Epictetus had none of that. What he had was the question that confronts anyone with nothing: when external circumstances cannot be changed, what can be? His answer became the foundation of a philosophy that has outlasted the empire that enslaved him.
The Life
Epictetus was owned by a man named Epaphroditus, a freedman who had himself been a slave and who served as a secretary to Nero. At some point — the ancient sources are imprecise on when and how — Epictetus was freed. He began studying Stoic philosophy under Musonius Rufus, one of the teachers Nero had exiled. He eventually established his own school in Nicopolis, in northwestern Greece, where he taught until his death, probably around 135 AD.
He wrote nothing himself. What survives comes from his student Arrian — the same man who chronicled Alexander the Great’s campaigns — who compiled Epictetus’s lectures and conversations into two works: the Discourses and the shorter Enchiridion, or Handbook, assembled around 125 AD. The Enchiridion is essentially a field guide: fifty-three short chapters on how to think, react, and live under conditions you didn’t choose.
The Dichotomy of Control
The first chapter of the Enchiridion is the argument everything else depends on. Epictetus divides the world into two categories: what is “up to us” — our judgments, our desires, our responses, our values — and what is “not up to us” — our bodies, our reputation, our circumstances, other people’s actions. Most human suffering, he argues, comes from treating the second category as if it were the first.
Chapter 1 puts it this way: “Make the best use of what is in your power, and take the rest as it happens.”
This is often read as passive acceptance. It is not. Epictetus is describing a radical act of attention — directing your effort and concern toward the only domain where effort and concern actually produce results. Worrying about outcomes you cannot control is not caution; it is wasted capacity.
From the Discourses: “He is a wise man who does not grieve for the things which he has not, but rejoices for those which he has.” And more directly: “Seek not the good in external things; seek it in yourself.”
These are not comfort. They are discipline.
Why Epictetus Is Different
The Stoic tradition includes emperors, generals, and senators. Epictetus is the exception — not just philosophically, but experientially. He is not writing about how to maintain perspective while governing a vast empire. He is writing from a position where external circumstances were entirely beyond his control, where the law defined him as an object, where what he could govern was limited to his own mind.
That distinction changes the weight of the philosophy. When Marcus Aurelius writes about not being attached to power, you’re reading a man with all the power. When Epictetus writes about not being attached to external goods — to health, to freedom, to reputation — you’re reading a man for whom those things were legally unavailable.
The philosophy was tested under conditions most people will never face. That’s worth knowing before you apply it to a bad week at work.

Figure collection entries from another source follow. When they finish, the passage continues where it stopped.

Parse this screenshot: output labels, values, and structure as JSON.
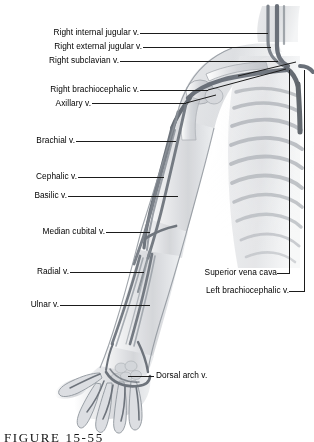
{
  "figure": {
    "caption": "FIGURE 15-55",
    "colors": {
      "ink": "#1b1b1b",
      "vessel_dark": "#5a5f66",
      "vessel_mid": "#8b9199",
      "tissue_light": "#d8dade",
      "bone": "#c2c5ca",
      "background": "#ffffff"
    }
  },
  "labels": {
    "left": [
      {
        "id": "right-internal-jugular",
        "text": "Right internal jugular v."
      },
      {
        "id": "right-external-jugular",
        "text": "Right external jugular v."
      },
      {
        "id": "right-subclavian",
        "text": "Right subclavian v."
      },
      {
        "id": "right-brachiocephalic",
        "text": "Right brachiocephalic v."
      },
      {
        "id": "axillary",
        "text": "Axillary v."
      },
      {
        "id": "brachial",
        "text": "Brachial v."
      },
      {
        "id": "cephalic",
        "text": "Cephalic v."
      },
      {
        "id": "basilic",
        "text": "Basilic v."
      },
      {
        "id": "median-cubital",
        "text": "Median cubital v."
      },
      {
        "id": "radial",
        "text": "Radial v."
      },
      {
        "id": "ulnar",
        "text": "Ulnar v."
      }
    ],
    "right": [
      {
        "id": "superior-vena-cava",
        "text": "Superior vena cava"
      },
      {
        "id": "left-brachiocephalic",
        "text": "Left brachiocephalic v."
      },
      {
        "id": "dorsal-arch",
        "text": "Dorsal arch v."
      }
    ]
  }
}
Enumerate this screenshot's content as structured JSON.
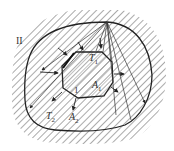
{
  "diagram": {
    "type": "radiation-enclosure",
    "outer_surface": {
      "region_label": "II",
      "temperature_label": "T",
      "temperature_sub": "2",
      "area_label": "A",
      "area_sub": "2"
    },
    "inner_body": {
      "region_label": "1",
      "temperature_label": "T",
      "temperature_sub": "1",
      "area_label": "A",
      "area_sub": "1"
    },
    "colors": {
      "line": "#222222",
      "hatch": "#555555",
      "background": "#ffffff"
    }
  }
}
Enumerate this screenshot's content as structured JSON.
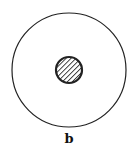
{
  "figure": {
    "label": "b",
    "outer_circle": {
      "cx": 69,
      "cy": 70,
      "r": 57,
      "stroke": "#222222",
      "fill": "none"
    },
    "inner_circle": {
      "cx": 69,
      "cy": 70,
      "r": 13,
      "stroke": "#222222",
      "fill_pattern": "diagonal-hatch"
    }
  }
}
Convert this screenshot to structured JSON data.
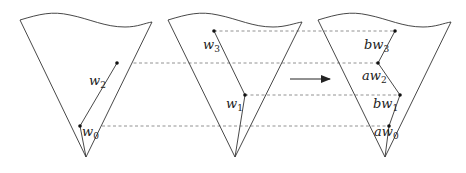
{
  "diagram": {
    "colors": {
      "stroke": "#333333",
      "dashed": "#777777",
      "background": "#ffffff"
    },
    "cones": [
      {
        "id": "cone-left",
        "points": [
          {
            "name": "w2",
            "base": "w",
            "sub": "2",
            "prefix": "",
            "x": 117,
            "y": 63
          },
          {
            "name": "w0",
            "base": "w",
            "sub": "0",
            "prefix": "",
            "x": 80,
            "y": 126
          }
        ]
      },
      {
        "id": "cone-middle",
        "points": [
          {
            "name": "w3",
            "base": "w",
            "sub": "3",
            "prefix": "",
            "x": 214,
            "y": 31
          },
          {
            "name": "w1",
            "base": "w",
            "sub": "1",
            "prefix": "",
            "x": 245,
            "y": 95
          }
        ]
      },
      {
        "id": "cone-right",
        "points": [
          {
            "name": "bw3",
            "base": "w",
            "sub": "3",
            "prefix": "b",
            "x": 395,
            "y": 31
          },
          {
            "name": "aw2",
            "base": "w",
            "sub": "2",
            "prefix": "a",
            "x": 378,
            "y": 63
          },
          {
            "name": "bw1",
            "base": "w",
            "sub": "1",
            "prefix": "b",
            "x": 400,
            "y": 95
          },
          {
            "name": "aw0",
            "base": "w",
            "sub": "0",
            "prefix": "a",
            "x": 389,
            "y": 126
          }
        ]
      }
    ],
    "labels": {
      "w2": {
        "prefix": "",
        "base": "w",
        "sub": "2"
      },
      "w0": {
        "prefix": "",
        "base": "w",
        "sub": "0"
      },
      "w3": {
        "prefix": "",
        "base": "w",
        "sub": "3"
      },
      "w1": {
        "prefix": "",
        "base": "w",
        "sub": "1"
      },
      "bw3": {
        "prefix": "b",
        "base": "w",
        "sub": "3"
      },
      "aw2": {
        "prefix": "a",
        "base": "w",
        "sub": "2"
      },
      "bw1": {
        "prefix": "b",
        "base": "w",
        "sub": "1"
      },
      "aw0": {
        "prefix": "a",
        "base": "w",
        "sub": "0"
      }
    },
    "arrow": {
      "from_x": 290,
      "to_x": 330,
      "y": 79,
      "direction": "right"
    }
  }
}
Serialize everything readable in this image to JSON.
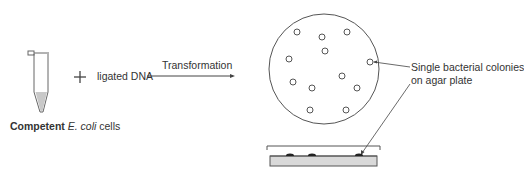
{
  "diagram": {
    "tube_label_bold": "Competent",
    "tube_label_italic": "E. coli",
    "tube_label_rest": "cells",
    "plus_sign": "+",
    "dna_label": "ligated DNA",
    "arrow_label": "Transformation",
    "colonies_label_line1": "Single bacterial colonies",
    "colonies_label_line2": "on agar plate"
  },
  "colors": {
    "line": "#555555",
    "agar_fill": "#d9d9d9",
    "tube_fill": "#c8c8c8",
    "colony": "#222222"
  }
}
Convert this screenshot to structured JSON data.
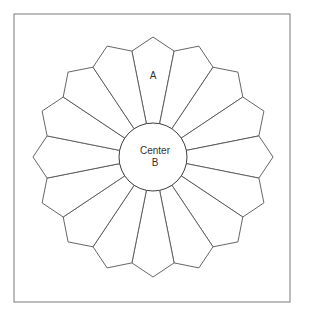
{
  "diagram": {
    "frame": {
      "x": 14,
      "y": 14,
      "width": 276,
      "height": 288,
      "stroke": "#7a7a7a"
    },
    "plate": {
      "center_x": 153,
      "center_y": 157,
      "blade_count": 16,
      "inner_radius": 34,
      "shoulder_radius": 108,
      "tip_radius": 120,
      "line_color": "#555555"
    },
    "labels": {
      "blade": "A",
      "center_line1": "Center",
      "center_line2": "B"
    },
    "label_positions": {
      "blade": {
        "x": 153,
        "y": 79
      },
      "center_line1": {
        "x": 155,
        "y": 154
      },
      "center_line2": {
        "x": 155,
        "y": 166
      }
    }
  }
}
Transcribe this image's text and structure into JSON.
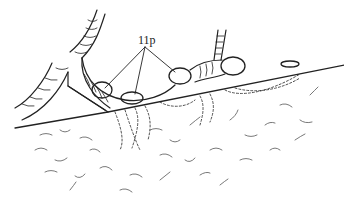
{
  "figure": {
    "type": "biological line drawing",
    "labels": [
      {
        "text": "11p",
        "x": 138,
        "y": 33
      }
    ],
    "colors": {
      "ink": "#222222",
      "background": "#ffffff"
    }
  }
}
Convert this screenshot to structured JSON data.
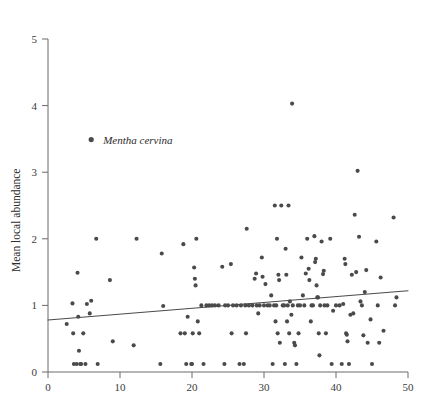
{
  "chart_data": {
    "type": "scatter",
    "title": "",
    "subtitle": "",
    "xlabel": "",
    "ylabel": "Mean local abundance",
    "xlim": [
      0,
      50
    ],
    "ylim": [
      0,
      5
    ],
    "xticks": [
      0,
      10,
      20,
      30,
      40,
      50
    ],
    "yticks": [
      0,
      1,
      2,
      3,
      4,
      5
    ],
    "xtick_labels": [
      "0",
      "10",
      "20",
      "30",
      "40",
      "50"
    ],
    "ytick_labels": [
      "0",
      "1",
      "2",
      "3",
      "4",
      "5"
    ],
    "grid": false,
    "legend_position": "upper-left-inside",
    "marker_color": "#4a4a4a",
    "marker_size": 4.1,
    "line_color": "#4a4a4a",
    "axis_color": "#6b6b6b",
    "background_color": "#ffffff",
    "series": [
      {
        "name": "Mentha cervina",
        "marker": "filled-circle",
        "points": [
          [
            2.6,
            0.72
          ],
          [
            3.4,
            1.03
          ],
          [
            3.5,
            0.58
          ],
          [
            3.6,
            0.12
          ],
          [
            4.0,
            0.12
          ],
          [
            4.1,
            1.49
          ],
          [
            4.2,
            0.83
          ],
          [
            4.3,
            0.32
          ],
          [
            4.5,
            0.12
          ],
          [
            4.6,
            0.12
          ],
          [
            4.9,
            0.58
          ],
          [
            5.2,
            0.12
          ],
          [
            5.4,
            1.02
          ],
          [
            5.8,
            0.88
          ],
          [
            6.0,
            1.07
          ],
          [
            6.7,
            2.0
          ],
          [
            6.9,
            0.12
          ],
          [
            8.6,
            1.38
          ],
          [
            9.0,
            0.46
          ],
          [
            11.9,
            0.4
          ],
          [
            12.3,
            2.0
          ],
          [
            15.6,
            0.12
          ],
          [
            15.8,
            1.78
          ],
          [
            16.0,
            0.99
          ],
          [
            18.4,
            0.58
          ],
          [
            18.8,
            1.92
          ],
          [
            19.0,
            0.58
          ],
          [
            19.2,
            0.12
          ],
          [
            19.4,
            0.83
          ],
          [
            19.9,
            0.12
          ],
          [
            20.0,
            0.12
          ],
          [
            20.1,
            0.58
          ],
          [
            20.3,
            1.57
          ],
          [
            20.4,
            1.4
          ],
          [
            20.5,
            1.3
          ],
          [
            20.6,
            2.0
          ],
          [
            20.8,
            0.76
          ],
          [
            21.0,
            0.58
          ],
          [
            21.3,
            1.0
          ],
          [
            21.6,
            0.12
          ],
          [
            22.0,
            1.0
          ],
          [
            22.4,
            1.0
          ],
          [
            22.8,
            1.0
          ],
          [
            23.2,
            1.0
          ],
          [
            23.7,
            1.0
          ],
          [
            24.2,
            1.58
          ],
          [
            24.5,
            0.12
          ],
          [
            24.6,
            1.0
          ],
          [
            25.0,
            1.0
          ],
          [
            25.4,
            1.62
          ],
          [
            25.5,
            0.58
          ],
          [
            25.7,
            1.0
          ],
          [
            26.2,
            1.0
          ],
          [
            26.6,
            0.12
          ],
          [
            26.8,
            1.0
          ],
          [
            27.2,
            0.12
          ],
          [
            27.4,
            1.0
          ],
          [
            27.5,
            0.58
          ],
          [
            27.6,
            2.15
          ],
          [
            27.9,
            1.0
          ],
          [
            28.4,
            1.0
          ],
          [
            28.7,
            1.4
          ],
          [
            28.9,
            1.48
          ],
          [
            29.0,
            1.0
          ],
          [
            29.2,
            0.88
          ],
          [
            29.4,
            1.0
          ],
          [
            29.7,
            1.72
          ],
          [
            29.8,
            1.43
          ],
          [
            30.0,
            1.0
          ],
          [
            30.2,
            1.32
          ],
          [
            30.5,
            1.0
          ],
          [
            30.8,
            1.0
          ],
          [
            31.0,
            1.15
          ],
          [
            31.2,
            0.12
          ],
          [
            31.4,
            1.0
          ],
          [
            31.5,
            2.5
          ],
          [
            31.6,
            0.76
          ],
          [
            31.7,
            1.0
          ],
          [
            31.8,
            2.0
          ],
          [
            31.9,
            0.58
          ],
          [
            32.0,
            1.46
          ],
          [
            32.1,
            1.38
          ],
          [
            32.2,
            0.44
          ],
          [
            32.4,
            2.5
          ],
          [
            32.6,
            1.0
          ],
          [
            32.8,
            1.0
          ],
          [
            32.9,
            0.12
          ],
          [
            33.0,
            1.85
          ],
          [
            33.1,
            1.46
          ],
          [
            33.2,
            0.76
          ],
          [
            33.3,
            1.0
          ],
          [
            33.4,
            2.5
          ],
          [
            33.5,
            0.58
          ],
          [
            33.6,
            1.06
          ],
          [
            33.8,
            0.86
          ],
          [
            33.9,
            4.03
          ],
          [
            34.0,
            1.0
          ],
          [
            34.2,
            0.44
          ],
          [
            34.3,
            0.4
          ],
          [
            34.5,
            0.12
          ],
          [
            34.7,
            1.0
          ],
          [
            34.8,
            0.58
          ],
          [
            35.0,
            1.0
          ],
          [
            35.2,
            1.72
          ],
          [
            35.4,
            1.15
          ],
          [
            35.6,
            1.0
          ],
          [
            35.8,
            1.48
          ],
          [
            36.0,
            2.0
          ],
          [
            36.2,
            1.55
          ],
          [
            36.3,
            1.38
          ],
          [
            36.5,
            0.76
          ],
          [
            36.6,
            1.0
          ],
          [
            36.8,
            1.0
          ],
          [
            37.0,
            2.04
          ],
          [
            37.1,
            1.65
          ],
          [
            37.2,
            1.7
          ],
          [
            37.3,
            1.3
          ],
          [
            37.4,
            1.12
          ],
          [
            37.5,
            1.12
          ],
          [
            37.6,
            0.58
          ],
          [
            37.7,
            0.25
          ],
          [
            37.8,
            1.0
          ],
          [
            38.0,
            1.96
          ],
          [
            38.2,
            1.47
          ],
          [
            38.3,
            1.52
          ],
          [
            38.4,
            1.0
          ],
          [
            38.6,
            0.58
          ],
          [
            38.8,
            1.0
          ],
          [
            39.2,
            2.0
          ],
          [
            39.4,
            0.12
          ],
          [
            39.6,
            0.92
          ],
          [
            40.0,
            1.0
          ],
          [
            40.5,
            1.0
          ],
          [
            40.8,
            0.12
          ],
          [
            41.0,
            1.02
          ],
          [
            41.2,
            1.7
          ],
          [
            41.3,
            1.62
          ],
          [
            41.4,
            0.58
          ],
          [
            41.5,
            0.56
          ],
          [
            41.6,
            0.46
          ],
          [
            41.8,
            0.12
          ],
          [
            42.0,
            0.86
          ],
          [
            42.2,
            1.46
          ],
          [
            42.4,
            0.88
          ],
          [
            42.6,
            2.36
          ],
          [
            42.8,
            1.5
          ],
          [
            43.0,
            3.02
          ],
          [
            43.2,
            2.03
          ],
          [
            43.4,
            1.06
          ],
          [
            43.6,
            1.0
          ],
          [
            43.8,
            0.55
          ],
          [
            44.0,
            1.2
          ],
          [
            44.2,
            1.53
          ],
          [
            44.4,
            0.44
          ],
          [
            44.8,
            0.79
          ],
          [
            45.0,
            0.12
          ],
          [
            45.6,
            1.96
          ],
          [
            45.8,
            1.0
          ],
          [
            46.0,
            0.44
          ],
          [
            46.2,
            1.42
          ],
          [
            46.6,
            0.62
          ],
          [
            48.0,
            2.32
          ],
          [
            48.2,
            1.0
          ],
          [
            48.4,
            1.12
          ]
        ]
      }
    ],
    "trendline": {
      "name": "linear fit",
      "x_start": 0,
      "y_start": 0.78,
      "x_end": 50,
      "y_end": 1.22,
      "color": "#4a4a4a",
      "width": 1.1
    },
    "legend": [
      {
        "label": "Mentha cervina",
        "marker": "filled-circle",
        "color": "#4a4a4a",
        "x": 6.0,
        "y": 3.49
      }
    ]
  }
}
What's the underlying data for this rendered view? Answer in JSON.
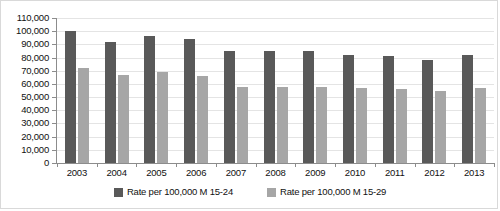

What the Enchiridion Asks of You
The Enchiridion is not comfortable reading. It asks you to stop blaming circumstances, to stop waiting for conditions to improve before you decide who you’re going to be, to accept that most of what you spend energy fighting is simply not yours to fight. It asks for something close to complete responsibility for your interior life — combined with complete release of everything outside it.
This isn’t a t-shirt — it’s a daily confrontation with what you actually control. The Declaration Tee carries that confrontation plainly. So does the Mastery Tee — for the discipline that precedes any meaningful result.
Browse the Epictetus collection and the broader Stoic Wisdom collection — for the philosophy that was built under pressure, not around it.
The School at Nicopolis
Epictetus ran his school for decades. Students came from across the Roman world — some wealthy, some not. He reportedly lived simply: a rented room, a straw mattress, a clay lamp. Lucian mentions the lamp sold at auction after Epictetus’s death for a significant sum, on the logic that it had belonged to a philosopher. Epictetus would have found this exactly as absurd as it sounds.
He died free, having built something that outlasted everything that once owned him. The Enchiridion is still in print. The empire is not.